What is more, the window to complete the restoration of these buildings is narrow. “We can’t start the work until June 10, because there’s still snow up there,” Shambaugh explained. “And we’re pinched on the other end, because by September and October, we’ll probably have enough snow that we’ll have to be done.”

The San Miguel Conservation Foundation, which helped the family place a conservation easement on the property, is overseeing a drive to raise funds to conserve these two buildings.

“Three weeks ago, we received a $20,000 donation from San Miguel County” toward the restoration work, Shambaugh said. “We have $111,000 more to go. We need to raise $28,000 for the horse barn, and $83,000 for the cow barn.”

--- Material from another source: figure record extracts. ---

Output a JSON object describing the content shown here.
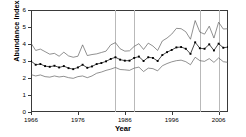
{
  "chart_data": {
    "type": "line",
    "title": "",
    "xlabel": "Year",
    "ylabel": "Abundance Index",
    "xlim": [
      1966,
      2008
    ],
    "ylim": [
      0,
      6
    ],
    "xticks": [
      1966,
      1976,
      1986,
      1996,
      2006
    ],
    "yticks": [
      0,
      1,
      2,
      3,
      4,
      5,
      6
    ],
    "xtick_labels": [
      "1966",
      "1976",
      "1986",
      "1996",
      "2006"
    ],
    "ytick_labels": [
      "0",
      "1",
      "2",
      "3",
      "4",
      "5",
      "6"
    ],
    "grid": "vertical-only",
    "gridlines_x": [
      1984,
      1988,
      2002,
      2006
    ],
    "legend": "none",
    "colors": {
      "axis": "#3a3a3a",
      "gridline": "#b9b9b9",
      "index_line": "#1a1a1a",
      "marker": "#000000",
      "ci_line": "#555555"
    },
    "x": [
      1966,
      1967,
      1968,
      1969,
      1970,
      1971,
      1972,
      1973,
      1974,
      1975,
      1976,
      1977,
      1978,
      1979,
      1980,
      1981,
      1982,
      1983,
      1984,
      1985,
      1986,
      1987,
      1988,
      1989,
      1990,
      1991,
      1992,
      1993,
      1994,
      1995,
      1996,
      1997,
      1998,
      1999,
      2000,
      2001,
      2002,
      2003,
      2004,
      2005,
      2006,
      2007,
      2008
    ],
    "series": [
      {
        "name": "Upper confidence limit",
        "style": "thin-line",
        "values": [
          4.05,
          3.62,
          3.7,
          3.55,
          3.4,
          3.45,
          3.28,
          3.52,
          3.3,
          3.22,
          3.28,
          3.95,
          3.32,
          3.38,
          3.42,
          3.5,
          3.58,
          3.95,
          4.08,
          3.72,
          3.58,
          3.6,
          3.86,
          4.02,
          3.68,
          4.05,
          3.88,
          3.62,
          4.18,
          4.35,
          4.58,
          4.92,
          4.9,
          4.72,
          4.28,
          5.38,
          4.7,
          4.58,
          5.05,
          4.35,
          5.28,
          4.88,
          4.9
        ]
      },
      {
        "name": "Abundance index",
        "style": "line-with-square-markers",
        "values": [
          3.0,
          2.78,
          2.82,
          2.7,
          2.66,
          2.72,
          2.62,
          2.7,
          2.58,
          2.52,
          2.62,
          2.78,
          2.6,
          2.68,
          2.82,
          2.88,
          2.98,
          3.12,
          3.22,
          3.08,
          3.02,
          3.02,
          3.18,
          3.26,
          3.0,
          3.22,
          3.18,
          3.0,
          3.35,
          3.52,
          3.65,
          3.8,
          3.82,
          3.72,
          3.42,
          4.1,
          3.75,
          3.72,
          3.98,
          3.62,
          4.02,
          3.78,
          3.82
        ]
      },
      {
        "name": "Lower confidence limit",
        "style": "thin-line",
        "values": [
          2.2,
          2.12,
          2.18,
          2.08,
          2.05,
          2.12,
          2.06,
          2.1,
          2.02,
          1.98,
          2.08,
          2.12,
          2.02,
          2.12,
          2.28,
          2.35,
          2.45,
          2.52,
          2.62,
          2.5,
          2.48,
          2.45,
          2.58,
          2.64,
          2.38,
          2.58,
          2.55,
          2.42,
          2.72,
          2.85,
          2.95,
          3.02,
          3.05,
          2.96,
          2.78,
          3.22,
          3.02,
          2.98,
          3.14,
          2.92,
          3.18,
          2.96,
          2.92
        ]
      }
    ]
  }
}
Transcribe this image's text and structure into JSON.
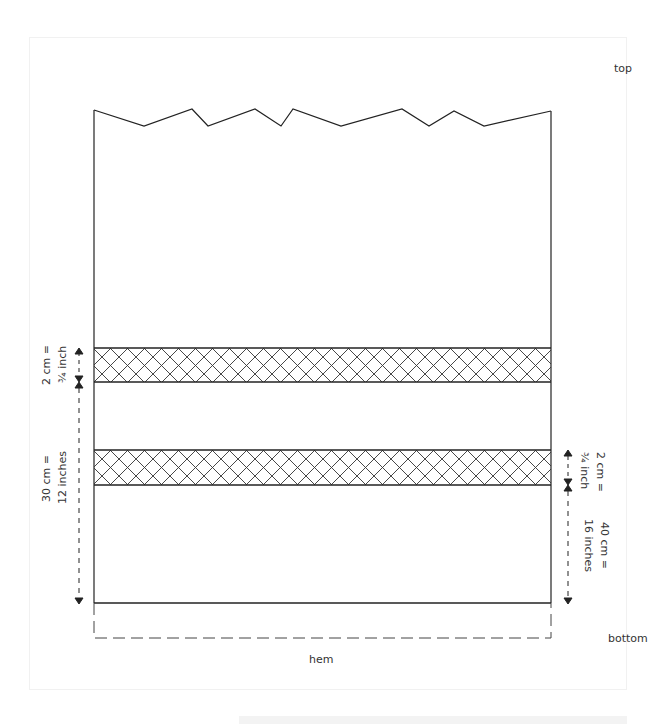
{
  "diagram": {
    "labels": {
      "top": "top",
      "bottom": "bottom",
      "hem": "hem"
    },
    "left_measurements": {
      "band_height": {
        "line1": "2 cm =",
        "line2": "¾ inch"
      },
      "gap_to_hem": {
        "line1": "30 cm =",
        "line2": "12 inches"
      }
    },
    "right_measurements": {
      "band_height": {
        "line1": "2 cm =",
        "line2": "¾ inch"
      },
      "gap_to_hem": {
        "line1": "40 cm =",
        "line2": "16 inches"
      }
    },
    "colors": {
      "line": "#222222",
      "text": "#333333"
    }
  }
}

On Saturday, June 10, there will be a fundraiser at the Schmid Ranch — in its beloved, lofty, much-photographed barn — to help preserve the cow barn and the horse barn before they disappear entirely.

The “Boot Stomping" begins at 5 p.m. and includes “a ranch dinner, games for the kids — calf roping, catching chickens, real ranch games,” and live music by Ghost Ranch.

“It will be an unusual evening,” Shambaugh said, featuring historically accurate food and games on a Centennial Ranch setting in an effort to conserve two pieces of the past on this very property which will, without the assistance of the community, no longer be standing a year from now.

The weight of history is closing in.

“It will be such a fun night,” Shambaugh added. “Kids under 12 will be admitted free. I feel like we have a gun to our head.”

A contractor will begin some restoration work on June 12, he said.

“We’ve got enough money for one building. We’re gambling we can raise the rest while the contractor is still on site,” working to conserve these buildings for future generations. 

Tickets for the Boot Stomping will be available at the Telluride Historical Museum until June 8.

If you can’t attend on Saturday, you can still make a tax free donation to the San Miguel Conservation Foundation, a 501c3 entity, by using the QR code in the ad in today’s newspaper or phoning 970-728-1539. Reference Schmid Ranch Buildings when you make a donation.